Statement

Artist Statement

 
 

My multidisciplinary practice treats language as material and structure: constructed, protected, and selectively revealed. Grounded in architectural thinking, my work encompasses sculpture, coded text, moving image, sound, and works on paper, each serving as both archive and vessel. I explore how abstraction, ornament, and restraint can convey layered meaning, with subtle gestures expressing flamboyance through texture.

Fragments of the face serve as adaptable elements in my work, reflecting an early conceptual framework defining makeup as a tool for self-creation. This approach extends to organic materials such as mango skins, tamarind seeds, silicone, mussels shells, resin, and my face cast in plaster, blurring the lines between body and environment, softness and hardness, and visibility and erasure. These materials reference West African markets, rituals, and diasporic trade.

As a queer Senegalese Muslim woman, I navigate coded language and restricted access, where strategic vulnerability becomes a form of care. Central to my practice is The Maad Code, an invented alphabet derived from the maad fruit, which reimagines communication beyond colonial structures through Wolof proverbs and layered gestures. Engaging with African diasporic mythology, my work positions itself as a site of memory and survival, aiming to foster intimacy, protection, joy, and liberation through material hybridity and coded abstraction.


- Problem -
Every line containing "JSON" should be identified and copied from the data below.

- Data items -
* * *

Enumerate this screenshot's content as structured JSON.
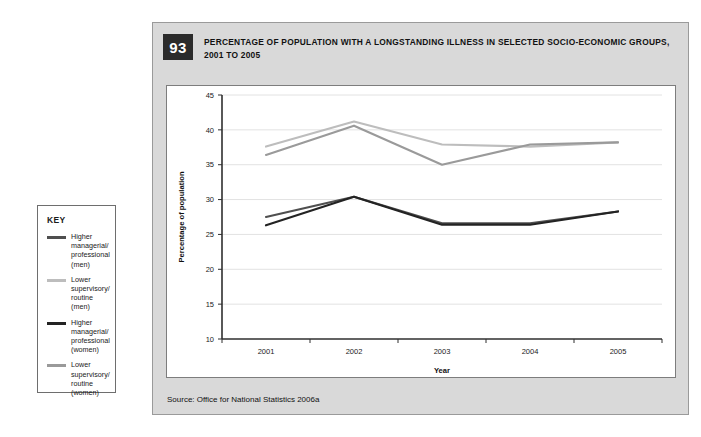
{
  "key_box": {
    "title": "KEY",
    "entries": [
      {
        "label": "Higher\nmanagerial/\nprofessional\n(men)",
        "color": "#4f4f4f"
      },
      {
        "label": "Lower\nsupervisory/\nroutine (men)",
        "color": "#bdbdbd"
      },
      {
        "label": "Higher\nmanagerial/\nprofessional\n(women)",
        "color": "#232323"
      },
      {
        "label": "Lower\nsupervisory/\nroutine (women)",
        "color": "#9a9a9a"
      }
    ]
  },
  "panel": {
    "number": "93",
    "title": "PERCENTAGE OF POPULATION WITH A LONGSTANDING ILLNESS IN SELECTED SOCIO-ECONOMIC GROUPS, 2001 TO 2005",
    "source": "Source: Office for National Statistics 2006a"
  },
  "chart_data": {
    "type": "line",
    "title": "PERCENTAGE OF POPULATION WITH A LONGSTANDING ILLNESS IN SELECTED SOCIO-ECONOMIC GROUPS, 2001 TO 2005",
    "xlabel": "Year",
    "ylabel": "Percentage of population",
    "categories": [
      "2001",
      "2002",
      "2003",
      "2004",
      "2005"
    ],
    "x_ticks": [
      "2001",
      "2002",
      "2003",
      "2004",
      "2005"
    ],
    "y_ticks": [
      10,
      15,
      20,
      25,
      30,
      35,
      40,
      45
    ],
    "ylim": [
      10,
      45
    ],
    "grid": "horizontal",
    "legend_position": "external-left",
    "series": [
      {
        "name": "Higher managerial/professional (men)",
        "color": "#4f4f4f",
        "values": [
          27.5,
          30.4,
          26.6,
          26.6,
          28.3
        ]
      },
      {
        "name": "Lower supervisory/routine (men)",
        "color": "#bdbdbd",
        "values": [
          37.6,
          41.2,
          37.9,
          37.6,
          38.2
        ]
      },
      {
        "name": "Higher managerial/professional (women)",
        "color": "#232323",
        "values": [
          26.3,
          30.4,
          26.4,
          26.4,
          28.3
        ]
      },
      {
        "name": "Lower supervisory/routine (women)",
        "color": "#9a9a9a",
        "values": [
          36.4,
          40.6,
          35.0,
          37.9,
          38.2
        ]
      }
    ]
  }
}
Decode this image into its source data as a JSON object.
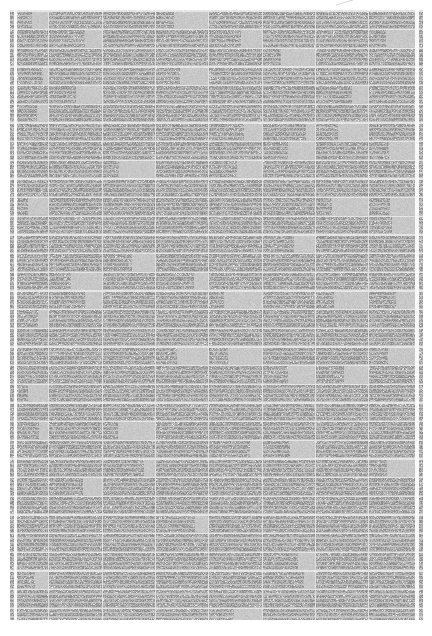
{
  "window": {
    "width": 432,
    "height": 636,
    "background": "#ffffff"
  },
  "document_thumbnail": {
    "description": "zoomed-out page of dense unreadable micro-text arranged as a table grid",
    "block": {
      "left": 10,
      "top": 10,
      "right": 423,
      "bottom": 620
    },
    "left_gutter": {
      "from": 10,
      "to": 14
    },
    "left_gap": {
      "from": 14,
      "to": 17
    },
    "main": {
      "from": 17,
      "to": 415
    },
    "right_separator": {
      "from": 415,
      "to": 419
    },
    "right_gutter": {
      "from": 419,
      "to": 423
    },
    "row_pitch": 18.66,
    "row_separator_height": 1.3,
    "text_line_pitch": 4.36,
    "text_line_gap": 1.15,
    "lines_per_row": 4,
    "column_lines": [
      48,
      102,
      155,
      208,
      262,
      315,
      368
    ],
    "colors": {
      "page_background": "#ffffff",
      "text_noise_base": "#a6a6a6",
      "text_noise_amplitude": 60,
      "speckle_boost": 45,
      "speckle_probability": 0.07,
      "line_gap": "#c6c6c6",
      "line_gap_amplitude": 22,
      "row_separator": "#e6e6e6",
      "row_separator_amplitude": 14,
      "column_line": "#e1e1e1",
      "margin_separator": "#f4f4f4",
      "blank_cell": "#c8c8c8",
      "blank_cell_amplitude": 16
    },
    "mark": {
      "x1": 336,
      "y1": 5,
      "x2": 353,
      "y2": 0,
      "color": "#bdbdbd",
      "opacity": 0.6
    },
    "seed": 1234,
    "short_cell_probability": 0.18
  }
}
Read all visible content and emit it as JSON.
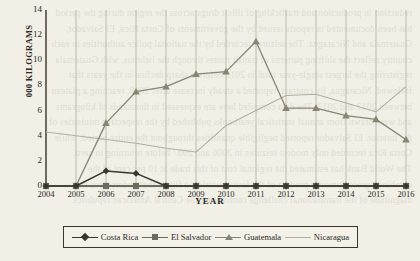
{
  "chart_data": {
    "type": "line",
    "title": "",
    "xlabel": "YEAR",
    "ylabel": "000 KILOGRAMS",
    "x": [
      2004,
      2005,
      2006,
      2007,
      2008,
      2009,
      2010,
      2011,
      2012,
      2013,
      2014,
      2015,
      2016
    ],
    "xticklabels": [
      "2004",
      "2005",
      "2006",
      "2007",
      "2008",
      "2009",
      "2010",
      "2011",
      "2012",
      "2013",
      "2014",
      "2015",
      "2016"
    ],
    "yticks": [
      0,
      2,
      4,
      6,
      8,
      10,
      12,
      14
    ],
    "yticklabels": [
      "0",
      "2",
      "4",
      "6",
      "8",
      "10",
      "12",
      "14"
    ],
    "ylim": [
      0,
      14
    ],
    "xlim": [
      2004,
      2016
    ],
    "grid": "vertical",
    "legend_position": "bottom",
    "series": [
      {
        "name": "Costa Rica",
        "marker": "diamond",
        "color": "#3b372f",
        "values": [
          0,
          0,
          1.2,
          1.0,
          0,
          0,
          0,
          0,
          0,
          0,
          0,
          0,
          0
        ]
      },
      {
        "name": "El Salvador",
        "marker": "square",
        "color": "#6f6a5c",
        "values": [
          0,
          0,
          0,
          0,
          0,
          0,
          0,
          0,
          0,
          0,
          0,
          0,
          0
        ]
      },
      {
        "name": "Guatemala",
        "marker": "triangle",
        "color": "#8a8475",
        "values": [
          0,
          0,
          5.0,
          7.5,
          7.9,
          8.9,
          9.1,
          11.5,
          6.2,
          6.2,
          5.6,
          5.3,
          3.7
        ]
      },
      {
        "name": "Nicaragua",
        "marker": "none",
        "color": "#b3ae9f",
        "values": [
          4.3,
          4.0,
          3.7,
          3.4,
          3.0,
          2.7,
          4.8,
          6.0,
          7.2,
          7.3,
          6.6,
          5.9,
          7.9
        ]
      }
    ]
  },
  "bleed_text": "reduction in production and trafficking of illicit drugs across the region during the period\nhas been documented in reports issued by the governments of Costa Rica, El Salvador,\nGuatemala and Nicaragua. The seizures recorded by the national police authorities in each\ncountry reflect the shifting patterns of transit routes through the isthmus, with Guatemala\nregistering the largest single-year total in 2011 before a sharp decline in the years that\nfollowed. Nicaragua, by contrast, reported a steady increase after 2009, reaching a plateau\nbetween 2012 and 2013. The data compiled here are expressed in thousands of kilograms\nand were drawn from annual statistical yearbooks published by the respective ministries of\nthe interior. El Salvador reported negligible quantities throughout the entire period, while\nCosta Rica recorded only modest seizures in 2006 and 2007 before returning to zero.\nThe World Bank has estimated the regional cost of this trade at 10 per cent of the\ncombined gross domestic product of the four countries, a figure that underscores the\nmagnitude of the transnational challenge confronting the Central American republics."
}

* * *

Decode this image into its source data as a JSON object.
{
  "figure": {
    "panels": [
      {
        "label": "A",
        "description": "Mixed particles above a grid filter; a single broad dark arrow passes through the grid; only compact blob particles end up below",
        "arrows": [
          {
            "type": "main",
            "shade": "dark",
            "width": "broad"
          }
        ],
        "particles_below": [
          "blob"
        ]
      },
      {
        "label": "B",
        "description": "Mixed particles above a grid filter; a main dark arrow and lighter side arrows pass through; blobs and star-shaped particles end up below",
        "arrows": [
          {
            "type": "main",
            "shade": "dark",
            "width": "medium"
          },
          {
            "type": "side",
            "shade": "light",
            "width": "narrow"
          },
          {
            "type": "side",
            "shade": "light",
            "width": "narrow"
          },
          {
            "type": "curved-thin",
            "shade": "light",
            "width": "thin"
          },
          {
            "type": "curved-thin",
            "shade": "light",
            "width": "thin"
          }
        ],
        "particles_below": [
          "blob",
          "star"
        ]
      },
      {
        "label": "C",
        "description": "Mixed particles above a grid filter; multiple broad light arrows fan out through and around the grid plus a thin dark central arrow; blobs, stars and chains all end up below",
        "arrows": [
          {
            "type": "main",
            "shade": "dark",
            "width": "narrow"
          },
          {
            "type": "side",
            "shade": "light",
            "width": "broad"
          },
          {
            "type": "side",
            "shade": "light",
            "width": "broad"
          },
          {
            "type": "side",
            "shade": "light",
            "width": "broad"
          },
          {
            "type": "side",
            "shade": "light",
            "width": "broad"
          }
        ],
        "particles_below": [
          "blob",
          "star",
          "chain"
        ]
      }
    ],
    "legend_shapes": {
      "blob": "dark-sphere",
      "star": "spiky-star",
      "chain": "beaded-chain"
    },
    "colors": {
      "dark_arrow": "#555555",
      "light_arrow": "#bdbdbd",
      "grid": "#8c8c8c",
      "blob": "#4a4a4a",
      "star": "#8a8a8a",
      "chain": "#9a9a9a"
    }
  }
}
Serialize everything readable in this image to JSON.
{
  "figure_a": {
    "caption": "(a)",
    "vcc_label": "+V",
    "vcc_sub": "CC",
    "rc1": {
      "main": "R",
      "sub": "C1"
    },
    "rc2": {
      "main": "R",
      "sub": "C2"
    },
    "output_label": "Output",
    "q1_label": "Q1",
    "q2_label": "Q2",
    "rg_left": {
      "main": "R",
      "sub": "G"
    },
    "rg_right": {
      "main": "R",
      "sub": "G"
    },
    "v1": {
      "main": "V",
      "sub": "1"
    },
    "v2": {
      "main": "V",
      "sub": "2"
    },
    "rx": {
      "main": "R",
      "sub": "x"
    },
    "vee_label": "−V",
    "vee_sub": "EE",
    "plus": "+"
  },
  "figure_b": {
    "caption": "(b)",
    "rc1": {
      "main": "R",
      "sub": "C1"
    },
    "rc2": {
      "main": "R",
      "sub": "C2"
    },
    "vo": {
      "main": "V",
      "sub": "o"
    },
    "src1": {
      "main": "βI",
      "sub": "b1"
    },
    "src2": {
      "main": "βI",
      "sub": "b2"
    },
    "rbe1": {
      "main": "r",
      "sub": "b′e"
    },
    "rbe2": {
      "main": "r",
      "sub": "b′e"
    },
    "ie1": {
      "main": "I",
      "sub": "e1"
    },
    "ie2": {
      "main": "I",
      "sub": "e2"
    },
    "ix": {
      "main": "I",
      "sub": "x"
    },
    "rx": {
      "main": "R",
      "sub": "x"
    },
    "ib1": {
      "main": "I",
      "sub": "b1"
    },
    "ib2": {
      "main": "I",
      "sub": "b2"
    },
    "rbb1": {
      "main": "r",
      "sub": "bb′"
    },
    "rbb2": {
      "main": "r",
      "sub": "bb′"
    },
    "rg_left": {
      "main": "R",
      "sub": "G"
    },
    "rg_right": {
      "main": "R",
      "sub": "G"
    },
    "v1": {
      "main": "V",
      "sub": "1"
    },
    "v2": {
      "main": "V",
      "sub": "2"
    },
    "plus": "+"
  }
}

* * *

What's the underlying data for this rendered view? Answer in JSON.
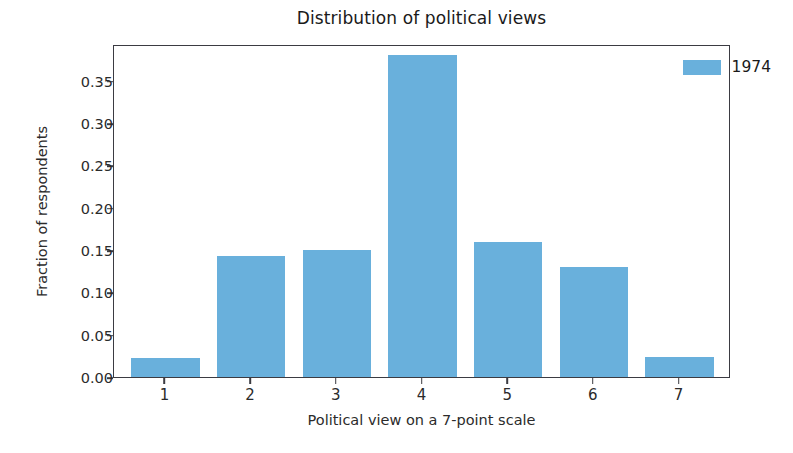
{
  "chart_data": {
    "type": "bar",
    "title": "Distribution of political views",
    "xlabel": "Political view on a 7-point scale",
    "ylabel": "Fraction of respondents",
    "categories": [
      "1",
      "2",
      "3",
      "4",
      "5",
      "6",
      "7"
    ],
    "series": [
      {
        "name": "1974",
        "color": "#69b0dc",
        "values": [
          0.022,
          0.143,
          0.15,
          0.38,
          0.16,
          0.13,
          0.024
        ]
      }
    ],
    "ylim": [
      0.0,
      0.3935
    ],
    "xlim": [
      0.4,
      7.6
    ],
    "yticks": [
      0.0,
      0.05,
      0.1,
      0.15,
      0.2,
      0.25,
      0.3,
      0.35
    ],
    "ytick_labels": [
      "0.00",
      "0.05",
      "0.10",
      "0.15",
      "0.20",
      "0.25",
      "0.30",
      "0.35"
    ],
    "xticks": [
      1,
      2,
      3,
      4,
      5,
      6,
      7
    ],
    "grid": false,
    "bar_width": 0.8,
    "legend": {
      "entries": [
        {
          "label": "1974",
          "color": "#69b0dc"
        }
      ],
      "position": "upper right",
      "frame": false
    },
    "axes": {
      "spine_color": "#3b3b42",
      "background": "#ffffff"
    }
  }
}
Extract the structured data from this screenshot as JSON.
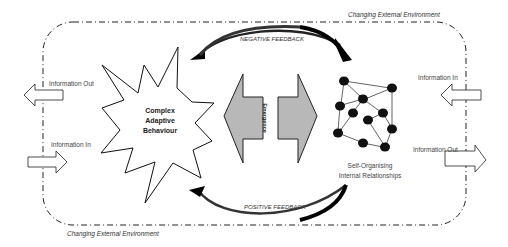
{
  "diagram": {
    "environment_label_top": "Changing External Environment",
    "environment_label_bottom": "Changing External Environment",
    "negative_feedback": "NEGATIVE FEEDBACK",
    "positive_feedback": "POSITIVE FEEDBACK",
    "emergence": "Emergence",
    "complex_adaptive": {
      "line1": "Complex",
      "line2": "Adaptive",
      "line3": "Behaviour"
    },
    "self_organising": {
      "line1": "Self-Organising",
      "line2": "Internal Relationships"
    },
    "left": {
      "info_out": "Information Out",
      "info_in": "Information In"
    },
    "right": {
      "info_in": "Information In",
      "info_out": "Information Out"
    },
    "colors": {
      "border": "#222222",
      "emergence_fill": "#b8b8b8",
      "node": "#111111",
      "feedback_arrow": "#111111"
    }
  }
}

* * *

- Output for this exercise -
Enumerate this screenshot's content as structured JSON.
Decode this image into its source data as a JSON object.
Read all visible content and emit it as JSON.
Decode this image into its source data as a JSON object.
Serialize everything readable in this image to JSON.
What's the underlying data for this rendered view? Answer in JSON.
Extract the structured data from this screenshot as JSON.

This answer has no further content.